In our regular First Job Friday feature on Information Station, we profile American success stories who found great value in their first taste of professional life.
This week, we’re highlighting Mark Cuban, the self-made billionaire investor and host of ABC’s “Shark Tank.” Decades before Cuban was playing “shark” to cash-starved start-up companies, he was just a 12-year-old boy enamored with a pair of expensive new basketball shoes. When Cuban asked his father to buy them, his father refused, “When you have a job, you can get whatever you want.”
So off Cuban went looking for work. His father’s friend suggested selling garbage bags for six dollars a box, which he did without hesitation. (The cost of each box was three dollars, promising a three-dollar profit margin for the young salesman.) As Cuban describes it, he went “door to door to door” in his neighborhood selling the garbage bags to local families until demand died down. Along the way, Cuban learned how to negotiate prices and quell objections from his customers by explaining that they would pay more for the same product in the supermarket.

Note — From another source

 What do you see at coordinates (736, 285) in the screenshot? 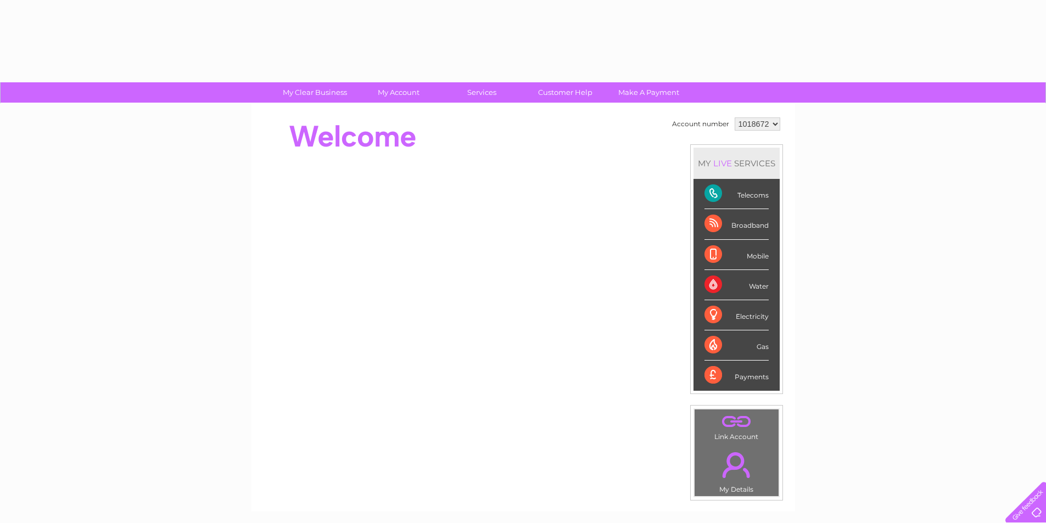
I see `div: Water` at bounding box center [736, 285].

“[T]hat’s where I learned to sell,” says the billionaire investor, “I learned to fill a need and I learned to problem solve”—two skills which he would successfully apply to his various business ventures in the tech industry.

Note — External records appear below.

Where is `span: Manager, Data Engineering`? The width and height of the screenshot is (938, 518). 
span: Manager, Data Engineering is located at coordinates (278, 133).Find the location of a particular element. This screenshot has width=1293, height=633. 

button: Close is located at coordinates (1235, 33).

Spurred on by his father, Cuban also learned a more valuable lesson: the importance of hard work, even if it means starting something completely new. As Business Insider’s Richard Feloni wrote in his recent profile of Cuban, “From that point forward, [he] never stopped hatching business schemes.” And Cuban never forget what laid the foundation for his streak of inventiveness: carrying garbage bags and knocking down doors.
It just goes to show how one person’s trash can literally be someone else’s treasure.